Harare: Zimbabwe’s annual inflation rate soared to nearly 300 percent in August spurred mainly by a collapsing currency, the International Monetary Fund (IMF) said on Thursday after a mission to the crisis-weary country.
In a statement, the IMF said year-on-year inflation "reached almost 300 percent in August". The local currency has fallen from parity against the American dollar to 16.5 Zimbabwean dollars (ZWL) per US dollar following currency reforms introduced in February in a bid to solve a chronic monetary crisis.
In June, inflation had stood at 176 percent. The latest estimates are stoking fears of a return of the kind of hyperinflation that wiped out savings 10 years ago when the economy collapsed and prices of goods and services skyrocketed every week.
Early last month Finance Minister Mthuli Ncube said the government would stop publishing inflation figures until February next year to allow the statistics agency to collect fresh data using the new currency since prices were no longer pegged in US dollars. The US dollar had been the national currency since 2009 when the country trashed its own currency following hyperinflation of as much as 500 billion percent.
But in June, Zimbabwe ended the use of US dollars and other foreign currencies and replaced them by two local parallel currencies -- "bond notes" and electronic RTGS dollars.
After its two-week mission, the IMF team concluded that the southern African country remains in "economic difficulties" which have been "exacerbated by severe weather shocks".
"GDP growth in 2019 is expected to be steeply negative, as the effects of drought on agricultural production and electricity generation, impact of cyclone Idai, and the significant fiscal consolidation to correct past excesses serve to drag on growth," it said in a statement.
It said that social conditions had "deteriorated sharply", with more than half of the country´s population unlikely to be able to feed itself adequately between now and the next harvest season in the first half of 2020.
"Weakening confidence, policy uncertainty, a continuation of FX market distortions, and a recent expansionary monetary stance" had increased pressure on the exchange rate, it said.
President Emmerson Mnangagwa, on taking over from Robert Mugabe, promised to revive the economy and declared Zimbabwe "open for business". But nearly two years later, the economy is floundering and many Zimbabweans say they are worse off than they were under Mugabe.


* _Work to be completed_:
For this listing, the lines between the one holding "Decode this image" and the one holding "What data populates", inclusive, must be set down exactly.

━━━━━━

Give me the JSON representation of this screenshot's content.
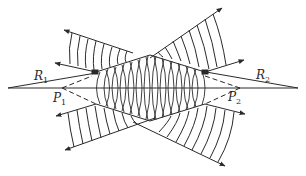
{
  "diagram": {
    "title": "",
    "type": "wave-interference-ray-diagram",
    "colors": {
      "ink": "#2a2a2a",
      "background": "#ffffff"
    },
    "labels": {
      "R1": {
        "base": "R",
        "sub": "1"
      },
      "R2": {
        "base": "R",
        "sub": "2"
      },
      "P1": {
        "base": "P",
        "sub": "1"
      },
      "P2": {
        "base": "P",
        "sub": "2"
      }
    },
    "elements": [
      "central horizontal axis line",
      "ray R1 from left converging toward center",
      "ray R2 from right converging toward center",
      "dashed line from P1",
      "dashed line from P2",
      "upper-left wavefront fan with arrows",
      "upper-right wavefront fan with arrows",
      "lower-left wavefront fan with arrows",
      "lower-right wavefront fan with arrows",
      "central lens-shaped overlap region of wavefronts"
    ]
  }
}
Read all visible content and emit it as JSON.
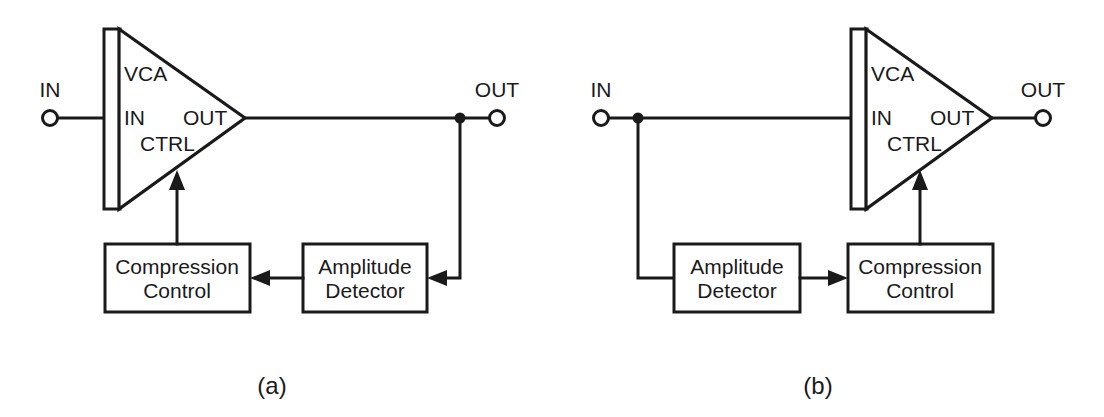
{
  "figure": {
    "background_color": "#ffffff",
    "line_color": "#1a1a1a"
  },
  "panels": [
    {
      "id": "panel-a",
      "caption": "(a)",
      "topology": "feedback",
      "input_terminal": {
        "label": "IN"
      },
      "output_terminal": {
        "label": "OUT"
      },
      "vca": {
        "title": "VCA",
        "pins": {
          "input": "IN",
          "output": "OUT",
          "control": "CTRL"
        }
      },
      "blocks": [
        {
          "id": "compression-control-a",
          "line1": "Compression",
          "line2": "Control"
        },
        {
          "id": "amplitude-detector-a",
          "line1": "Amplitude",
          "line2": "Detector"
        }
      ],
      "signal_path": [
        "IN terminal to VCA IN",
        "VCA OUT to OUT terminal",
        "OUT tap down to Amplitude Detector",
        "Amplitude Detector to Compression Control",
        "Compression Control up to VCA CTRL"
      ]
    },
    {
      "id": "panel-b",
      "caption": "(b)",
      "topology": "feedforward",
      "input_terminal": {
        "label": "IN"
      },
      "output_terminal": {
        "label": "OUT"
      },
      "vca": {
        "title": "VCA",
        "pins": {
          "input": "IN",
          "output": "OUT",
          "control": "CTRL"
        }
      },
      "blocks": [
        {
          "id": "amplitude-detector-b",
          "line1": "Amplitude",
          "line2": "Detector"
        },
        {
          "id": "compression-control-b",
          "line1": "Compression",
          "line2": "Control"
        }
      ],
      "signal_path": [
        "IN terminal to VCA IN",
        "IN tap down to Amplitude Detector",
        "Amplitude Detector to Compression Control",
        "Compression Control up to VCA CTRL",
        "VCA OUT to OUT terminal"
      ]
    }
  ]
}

━━━━━━

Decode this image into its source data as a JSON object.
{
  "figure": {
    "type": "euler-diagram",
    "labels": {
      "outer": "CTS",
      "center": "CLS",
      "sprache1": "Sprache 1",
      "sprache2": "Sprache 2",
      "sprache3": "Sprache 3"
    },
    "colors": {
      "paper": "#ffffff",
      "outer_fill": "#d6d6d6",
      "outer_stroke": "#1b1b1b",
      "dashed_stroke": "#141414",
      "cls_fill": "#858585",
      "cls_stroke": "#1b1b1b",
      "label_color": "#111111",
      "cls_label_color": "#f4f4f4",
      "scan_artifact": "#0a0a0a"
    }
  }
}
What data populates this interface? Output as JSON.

━━━━━━

* _Reply to the exercise_:
Decode this image into its source data as a JSON object.
{
  "figure": {
    "type": "euler-diagram",
    "labels": {
      "outer": "CTS",
      "center": "CLS",
      "sprache1": "Sprache 1",
      "sprache2": "Sprache 2",
      "sprache3": "Sprache 3"
    },
    "colors": {
      "paper": "#ffffff",
      "outer_fill": "#d6d6d6",
      "outer_stroke": "#1b1b1b",
      "dashed_stroke": "#141414",
      "cls_fill": "#858585",
      "cls_stroke": "#1b1b1b",
      "label_color": "#111111",
      "cls_label_color": "#f4f4f4",
      "scan_artifact": "#0a0a0a"
    }
  }
}
What data populates this interface? Output as JSON.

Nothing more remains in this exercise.